Frank’s third children’s novel, Cosmic, now published, starts in Bootle and ends on the dark side of the Moon.

“It’s the familiar fantasy of a child going into space. I remem- ber watching on television the first moon walk on July 20, 1969.

“We all grew up thinking by now we’d be flying around with jet packs. That’s not happened, not even in Bootle. Most of us now realise we won’t be going to the moon.

“Cosmic has been a wonderful and amazing self-indulgence to write. You start with a childhood wish and then, for me as an adult, I get to interview the astronaut Alan Bean, who has actually walked on the moon, and other space experts.”

What bigger contrast while shepherding this novel out, though, to be asked to write five plays about rock music and, in particular, the punk era?

“I thought Radio 4 only wanted me to do one of the series, but somehow I’ve done all five,” muses Frank.

“These are all set now except for one in 1977. I spent a lot of time talking to people about what they were and what they’ve become.

“Punk took them out of what their parents expected them to do. Punk was their university.”

For many years, Frank frequently worked with the director Michael Winterbottom, until a parting of the ways after Tristram Shandy, A Cock and Bull Story.
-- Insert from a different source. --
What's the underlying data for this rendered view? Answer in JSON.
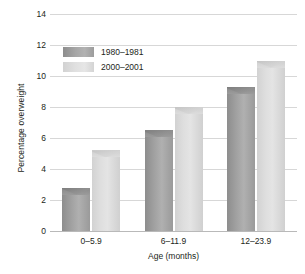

Following the success of his screenplay of his children’s story Millions, directed by Danny Boyle, the pair are now working in another direction. Boyle, famous for his film Trainspotting, based on Irvine Welsh’s no-holds barred novel about drug-taking in Edinburgh, is now firmly in the mainstream.

“We’re doing a big animation film together for DreamWorks, called Truckers which will be out in two years’ time,” says Frank.

“We’re having the best time. The producer is the same guy who did Shrek, and the commitment and professionalism of DreamWorks is incredible.”

This productivity is in direct contrast to the Cottrell Boyce family’s own Odyssey to live in Lille, France, a couple of years ago. Being in the enviable posit- ion of having a job that can be done anywhere, he and his wife decided that a year abroad would make a refreshing change for all.

Calculating that this was the least disruptive for the children’s education, initial moaning by the younger members was replaced by great enthusiasm once installed.

Frank, though, was more amb- ivalent. He recalls: “I seemed to spend most of my time in the launderette as we had no wash- ing machine. When I wasn’t doing that, I kept having to relocate the car to the cheapest parking space.

“However, the locals were incredibly friendly. Their lives are far more socially structured than ours and, being France, food is a great interest.

“They would discuss cheeses for hours at a dinner party and then eat a tiny piece of just one.”

Clearly, while all these physically mundane tasks were going on, the cerebral wheels were turning in the Cottrell Boyce brain.

One benefit from this huge output is that his family, used to basic holidays in cold water climes, are off this summer to Assissi, splurging on a fortnight’s stay in a smart hotel.

“I feel it’s the last time all nine of us will be together on a holiday, so we thought we’d do something special,” says Frank.

“I can’t imagine what it will be like when all the children have finally left home.”